NEW YORK CITY, 1994. New Yorkers savored the Cup when the Rangers won for the first time in 54 years. As Sports illustrated told it: "Like a loose puck it has been slapped from bar to nightclub to ballpark to ballroom to racetrack to squad car to firehouse to strip joint. Along the way it has been kissed, petted, hugged, massaged, fondled and shaken in exultation by thousands of fans. Many have taken sips from its ample bowl. 'God only knows whose lips have been on that thing,' says Bruce Lifrieri, the Rangers' massage therapist. " The litany of hijinks in New York alone deserves a webpage of its own:
* Mark Messier and Brian Leetch brought the Cup on The Late Show with David Letterman and did Stupid Cup Tricks.
* Ed Olczyk brought it to Belmont racetrack and let 1994-Kentucky Derby winner Go for Gin use it as a feed bag.
* Brian Noonan and Nick Kypreos brought the Cup on MTV Prime Time Beach House where it was stuffed with raw clams and oysters. (On the show, Noonan denied he had used the Cup as a rolling pin to make muffins. Kypreos denied playing kick the can with it.)
* Messier took the Cup to Scores, an East Side strip joint. Scores spokesman Lonnie Hanover said, "It was the first time I'd seen our customers eager to touch something besides our dancers,"
* The Cup went to a Ranger victory party at a Manhattan saloon called the Auction House, where it stopped traffic, started parades, and was drunk out of by everyone in sight until the bar was effectively down to backwash (but that probably wouldn't have stopped them).
* After a ticker-tape parade up Broadway, and some time at McSorley's bar, a cop named Jim Jones (different guy) strapped a seat belt around the Cup in his squad car and delivered it to another engagement.
* The Cup was taken to a Yankees game at Yankee Stadium, where it watched the game from George Steinbrenner's luxury box. The Yankee fans at the game cheered "Let's Go Rangers!" (That same day, the Cup visited Brian Bluver, a 13-year-old patient awaiting a heart transplant at Columbia-Presbyterian Medical Center. According to his father, Brian "smiled for the first time in seven weeks". A week and a half later Brian had 11th-hour heart surgery.)
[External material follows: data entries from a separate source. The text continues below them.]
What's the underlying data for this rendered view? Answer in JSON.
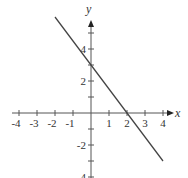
{
  "chart_data": {
    "type": "line",
    "title": "",
    "xlabel": "x",
    "ylabel": "y",
    "xlim": [
      -4,
      4
    ],
    "ylim": [
      -4,
      6
    ],
    "grid": false,
    "x_ticks": [
      -4,
      -3,
      -2,
      -1,
      1,
      2,
      3,
      4
    ],
    "x_tick_labels": [
      "-4",
      "-3",
      "-2",
      "-1",
      "1",
      "2",
      "3",
      "4"
    ],
    "y_ticks": [
      -4,
      -2,
      2,
      4
    ],
    "y_tick_labels": [
      "-4",
      "-2",
      "2",
      "4"
    ],
    "series": [
      {
        "name": "y = -3/2 x + 3",
        "x": [
          -2,
          4
        ],
        "y": [
          6,
          -3
        ],
        "color": "#444444"
      }
    ],
    "intercepts": {
      "x_intercept": 2,
      "y_intercept": 3
    }
  },
  "colors": {
    "axis": "#555555",
    "line": "#444444",
    "text": "#333333"
  }
}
The enthusiasm was so great that Stanley went in to a Montreal silversmith to repair its cracked bowl, loose base, and dented body. (It wasn't the first time--after a rough-and-tumble summer with the Oilers in 1988, the Cup went in to an auto body shop for reconstructive surgery. Messier really knows how to bang up a trophy.)
Indeed, in the words of Sport Illustrated's Franz Lidz, "Roughhousing is part of the trophy's tradition."
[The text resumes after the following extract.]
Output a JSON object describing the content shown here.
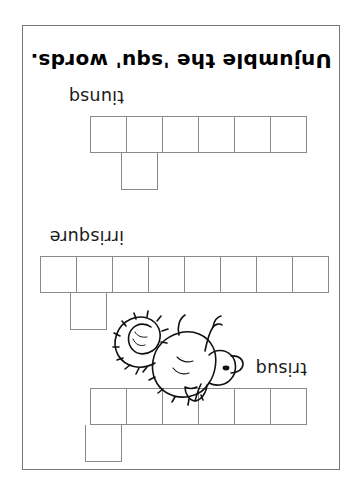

* The Cup was reputedly dismantled (by whom, when, where, how and for how long, I don't know--though it might have been done on numerous occasions).
* The Cup was reputedly used as a peanut dish (by whom, when and where, I don't know--though it might have been done on numerous occasions).
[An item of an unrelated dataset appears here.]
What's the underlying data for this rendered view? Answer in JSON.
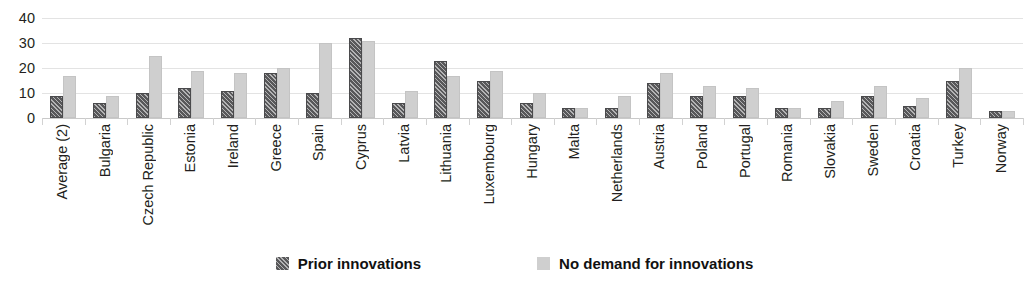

* In 1991, The Cup was found at the bottom of Pittsburgh Penguin Mario Lemieux's swimming pool. (Lemieux also once brought the Cup with him to bed.)
* It was reputedly dumped in a snowdrift (by whom, when and where, I don't know--though it might have been done on numerous occasions).
* The Cup has starred in its own beer commercial.
* The Cup also lay at the bottom of Patrick Roy's pool.
* Stefan Lefebrve had his son baptized in the Cup.
* During the two summers of 1997 and 1998 when the Red Wings won the cup, the Cup went golfing with Darren McCarty, to the shower with Steve Yzerman, bo[wl]ing with Martin Lapointe and visited Moscow with Slava Fetisov, Slava Kozlov, and Igor Larionov.